Skip to main navigation Skip to search Skip to main content

Liberty, protection, and women's work: Investigating the boundaries between public and private

Research output: Contribution to journalArticlepeer-review

1 Scopus citations

Abstract

During the Progressive Era, the U.S. state and federal courts considered constitutional challenges to protective labor legislation. While courts often struck down generalized protective legislation, they frequently upheld such legislation for women. I explore the reasoning in the cases decided between 1897 and 1923, showing that the courts developed understandings of liberty for women that differed from those for men. In opposition to traditional separate spheres reasoning, I show that the courts viewed men's exercise of liberty as depending on their private capacities to be free, while women's labor was subject to public control due to state interest in their reproductive capacities. I suggest that constitutional theorists who are studying substantive due process should place more emphasis on courts' conceptions of the subjects of due process guarantees rather than considering solely the challenged statutes' restriction of liberty. I develop a dynamic and complex understanding of liberty to capture this aspect of the relationship between constitutional theory and gender.

Original languageEnglish
Pages (from-to)857-899
Number of pages43
JournalLaw and Social Inquiry
Volume21
Issue number4
DOIs
StatePublished - 1996

Fingerprint

Dive into the research topics of 'Liberty, protection, and women's work: Investigating the boundaries between public and private'. Together they form a unique fingerprint.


**Task instructions**
The copy has to match the data exactly and leave out every picture.

**Supplied data**
****************************************

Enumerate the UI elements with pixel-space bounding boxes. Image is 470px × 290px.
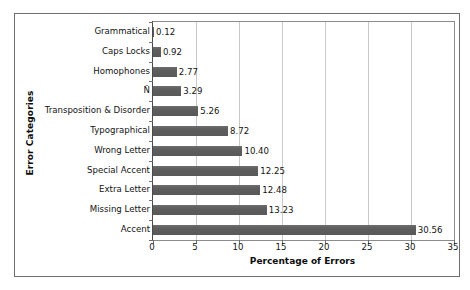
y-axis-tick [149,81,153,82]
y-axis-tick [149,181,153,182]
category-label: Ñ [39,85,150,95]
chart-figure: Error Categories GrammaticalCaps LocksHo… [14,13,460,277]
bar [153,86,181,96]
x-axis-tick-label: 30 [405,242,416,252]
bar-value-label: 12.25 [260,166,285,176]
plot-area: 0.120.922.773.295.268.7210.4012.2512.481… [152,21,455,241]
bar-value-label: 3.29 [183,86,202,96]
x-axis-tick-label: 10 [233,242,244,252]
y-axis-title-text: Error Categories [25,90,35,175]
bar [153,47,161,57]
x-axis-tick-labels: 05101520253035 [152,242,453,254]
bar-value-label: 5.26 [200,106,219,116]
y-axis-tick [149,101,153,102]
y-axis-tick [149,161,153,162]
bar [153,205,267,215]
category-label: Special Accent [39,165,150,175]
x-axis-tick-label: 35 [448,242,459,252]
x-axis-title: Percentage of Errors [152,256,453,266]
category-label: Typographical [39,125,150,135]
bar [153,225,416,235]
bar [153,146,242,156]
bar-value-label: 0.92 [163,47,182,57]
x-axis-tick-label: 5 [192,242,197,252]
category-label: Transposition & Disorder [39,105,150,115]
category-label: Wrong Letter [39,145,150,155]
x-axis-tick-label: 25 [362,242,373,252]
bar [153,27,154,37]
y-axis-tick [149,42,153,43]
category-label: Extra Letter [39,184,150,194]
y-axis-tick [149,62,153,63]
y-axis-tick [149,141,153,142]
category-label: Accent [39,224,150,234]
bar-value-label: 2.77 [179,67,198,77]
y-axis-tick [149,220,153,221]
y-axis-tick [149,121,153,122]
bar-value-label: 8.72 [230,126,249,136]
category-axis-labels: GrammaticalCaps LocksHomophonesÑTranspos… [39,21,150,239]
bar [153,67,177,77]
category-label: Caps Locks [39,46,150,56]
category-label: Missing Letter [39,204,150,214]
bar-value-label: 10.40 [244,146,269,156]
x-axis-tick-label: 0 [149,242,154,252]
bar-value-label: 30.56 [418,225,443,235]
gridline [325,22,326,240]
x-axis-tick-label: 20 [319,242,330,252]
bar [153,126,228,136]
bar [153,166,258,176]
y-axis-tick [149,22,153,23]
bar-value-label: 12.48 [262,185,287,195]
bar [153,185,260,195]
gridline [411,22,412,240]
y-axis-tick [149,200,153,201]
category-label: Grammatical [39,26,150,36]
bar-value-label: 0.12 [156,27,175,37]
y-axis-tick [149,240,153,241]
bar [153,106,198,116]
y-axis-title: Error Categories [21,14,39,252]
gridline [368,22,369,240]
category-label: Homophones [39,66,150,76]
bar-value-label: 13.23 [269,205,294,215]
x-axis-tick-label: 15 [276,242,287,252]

****************************************

**Result for this exercise**
Enumerate the UI elements with pixel-space bounding boxes. Image is 470px × 290px.
y-axis-tick [149,81,153,82]
y-axis-tick [149,181,153,182]
category-label: Ñ [39,85,150,95]
chart-figure: Error Categories GrammaticalCaps LocksHo… [14,13,460,277]
bar [153,86,181,96]
x-axis-tick-label: 30 [405,242,416,252]
bar-value-label: 12.25 [260,166,285,176]
plot-area: 0.120.922.773.295.268.7210.4012.2512.481… [152,21,455,241]
bar-value-label: 3.29 [183,86,202,96]
x-axis-tick-label: 10 [233,242,244,252]
y-axis-title-text: Error Categories [25,90,35,175]
bar [153,47,161,57]
x-axis-tick-labels: 05101520253035 [152,242,453,254]
bar-value-label: 5.26 [200,106,219,116]
y-axis-tick [149,101,153,102]
y-axis-tick [149,161,153,162]
bar [153,205,267,215]
category-label: Special Accent [39,165,150,175]
x-axis-tick-label: 35 [448,242,459,252]
x-axis-title: Percentage of Errors [152,256,453,266]
category-label: Typographical [39,125,150,135]
bar [153,225,416,235]
bar [153,146,242,156]
bar-value-label: 0.92 [163,47,182,57]
x-axis-tick-label: 5 [192,242,197,252]
category-label: Transposition & Disorder [39,105,150,115]
category-label: Wrong Letter [39,145,150,155]
x-axis-tick-label: 25 [362,242,373,252]
bar [153,27,154,37]
y-axis-tick [149,42,153,43]
category-label: Extra Letter [39,184,150,194]
y-axis-tick [149,62,153,63]
y-axis-tick [149,141,153,142]
category-label: Accent [39,224,150,234]
bar-value-label: 2.77 [179,67,198,77]
y-axis-tick [149,220,153,221]
y-axis-tick [149,121,153,122]
bar-value-label: 8.72 [230,126,249,136]
category-axis-labels: GrammaticalCaps LocksHomophonesÑTranspos… [39,21,150,239]
bar [153,67,177,77]
category-label: Caps Locks [39,46,150,56]
category-label: Missing Letter [39,204,150,214]
bar-value-label: 10.40 [244,146,269,156]
x-axis-tick-label: 0 [149,242,154,252]
bar-value-label: 30.56 [418,225,443,235]
gridline [325,22,326,240]
x-axis-tick-label: 20 [319,242,330,252]
bar [153,126,228,136]
bar [153,166,258,176]
y-axis-tick [149,22,153,23]
bar-value-label: 12.48 [262,185,287,195]
bar [153,185,260,195]
gridline [411,22,412,240]
y-axis-tick [149,200,153,201]
category-label: Grammatical [39,26,150,36]
bar-value-label: 0.12 [156,27,175,37]
y-axis-tick [149,240,153,241]
bar [153,106,198,116]
y-axis-title: Error Categories [21,14,39,252]
gridline [368,22,369,240]
category-label: Homophones [39,66,150,76]
bar-value-label: 13.23 [269,205,294,215]
x-axis-tick-label: 15 [276,242,287,252]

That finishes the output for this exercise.